*** Opening SUPPLIED MATERIAL ***

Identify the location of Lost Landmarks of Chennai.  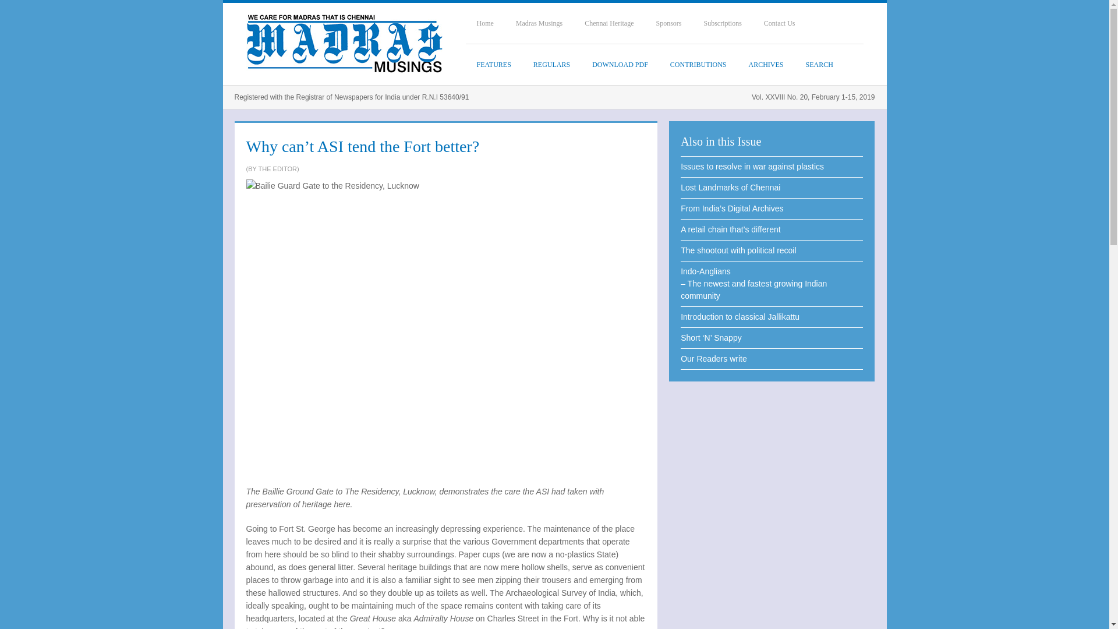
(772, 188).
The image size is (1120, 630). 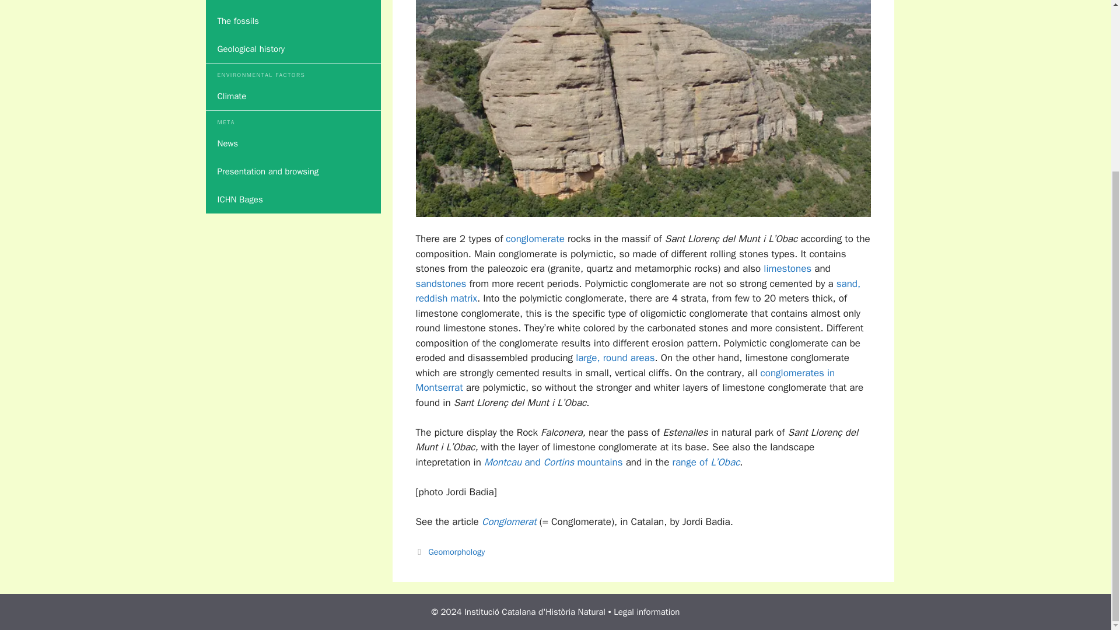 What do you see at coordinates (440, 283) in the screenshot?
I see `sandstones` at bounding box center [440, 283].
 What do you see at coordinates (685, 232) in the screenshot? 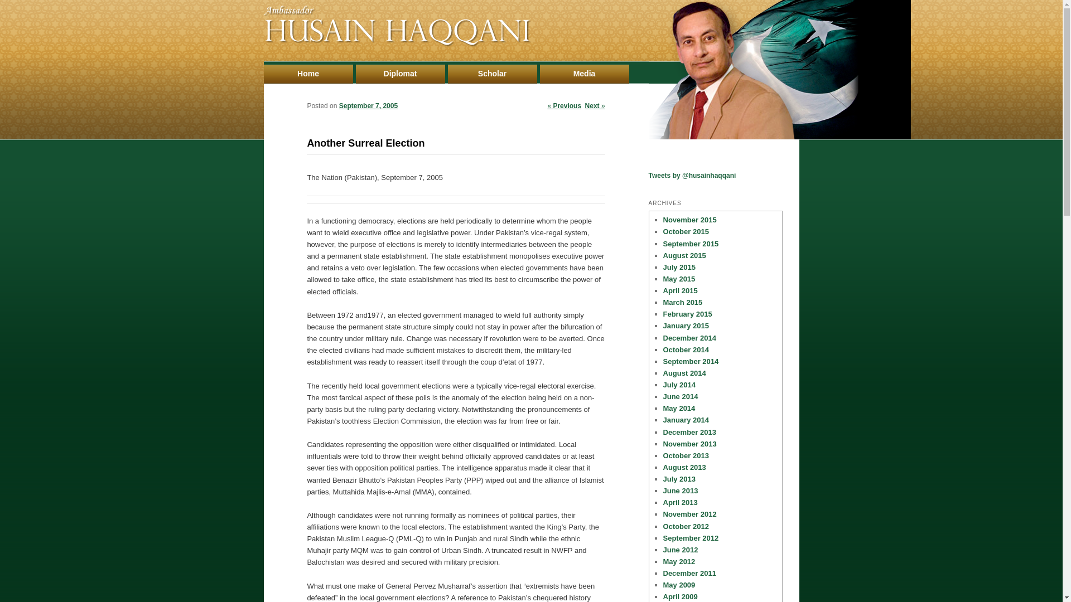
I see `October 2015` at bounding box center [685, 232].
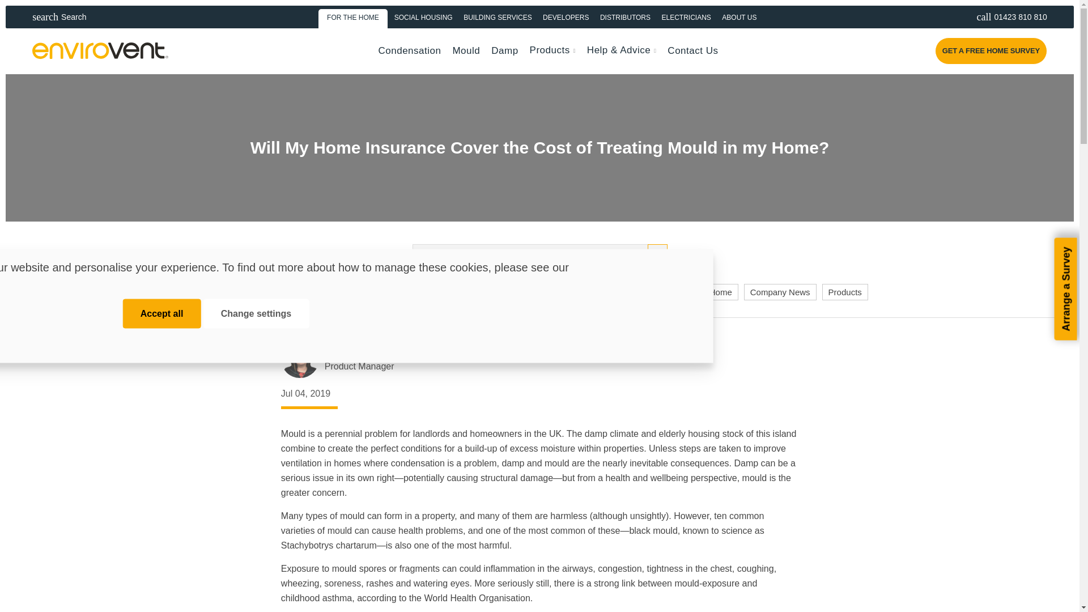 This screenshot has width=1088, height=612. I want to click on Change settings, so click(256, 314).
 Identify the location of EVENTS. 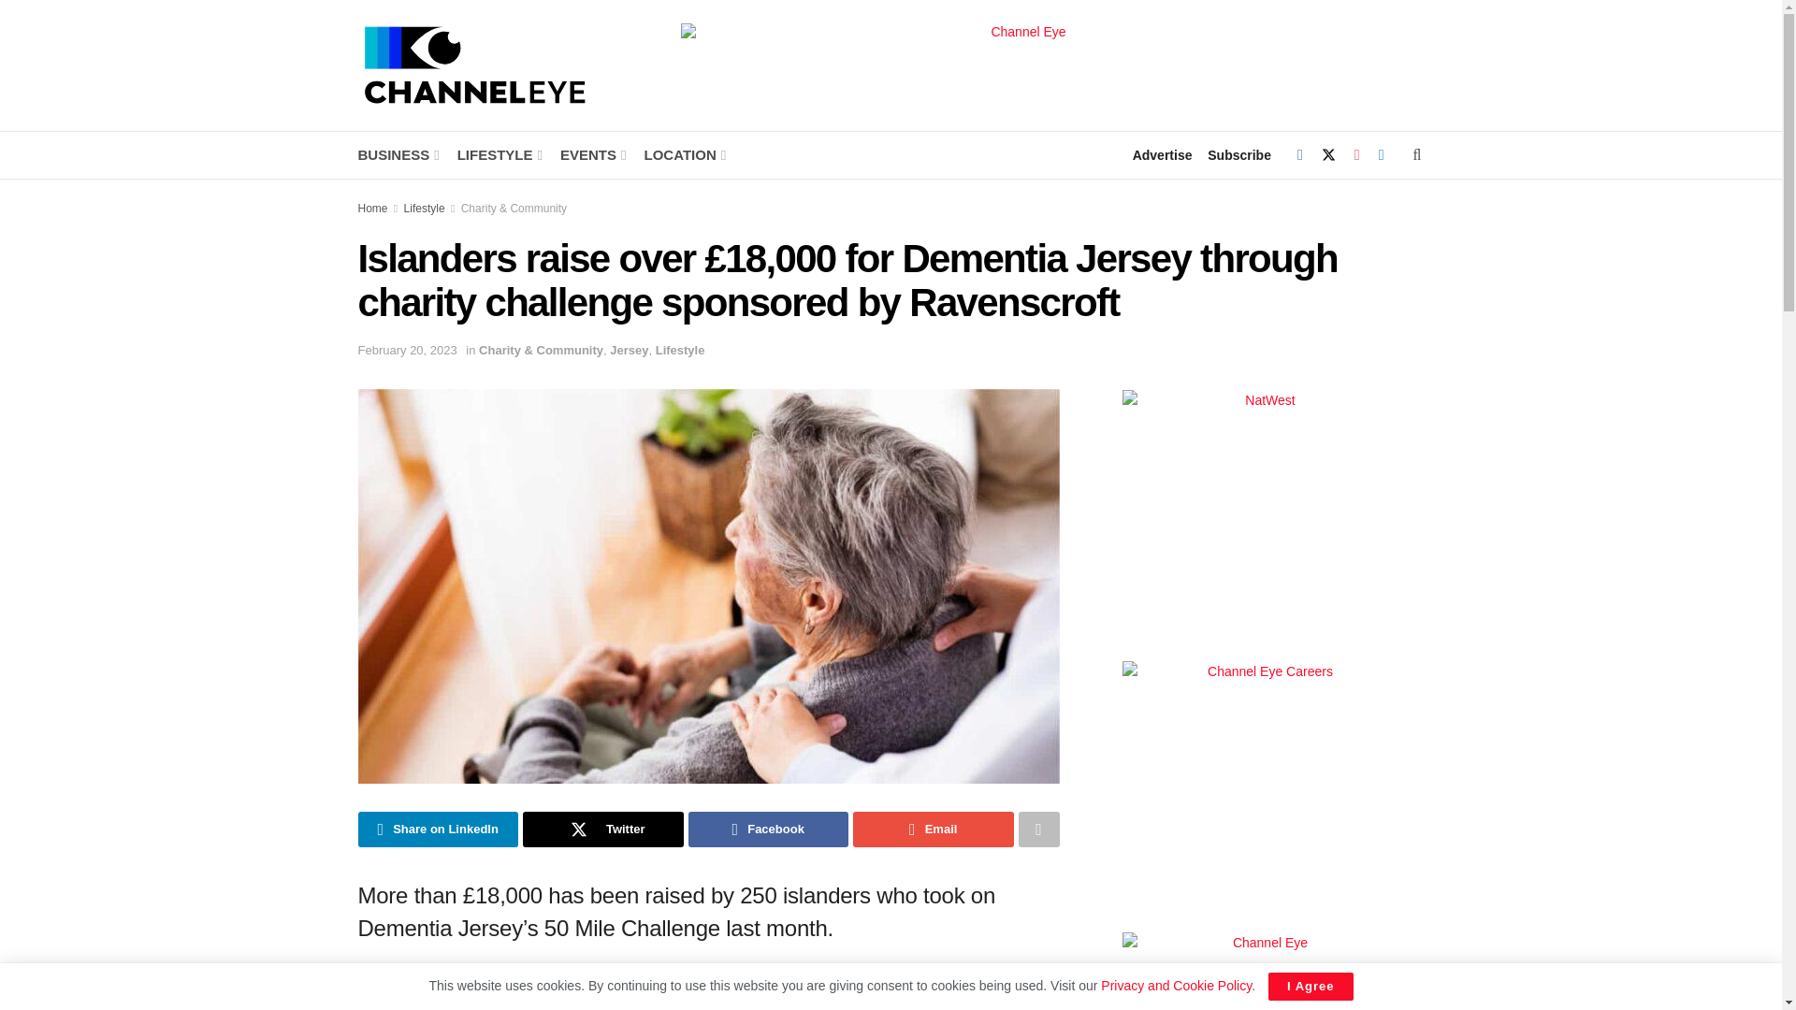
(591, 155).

*** Closing SUPPLIED MATERIAL ***

Leave every picture out, and repeat exactly the lines from the one containing "What do you see at coordinates (685, 232)" through the last line of the entries, both ends included.

 What do you see at coordinates (685, 232) in the screenshot? 
I see `October 2015` at bounding box center [685, 232].
 This screenshot has width=1088, height=612. I want to click on Change settings, so click(256, 314).
 Identify the location of EVENTS. 
(591, 155).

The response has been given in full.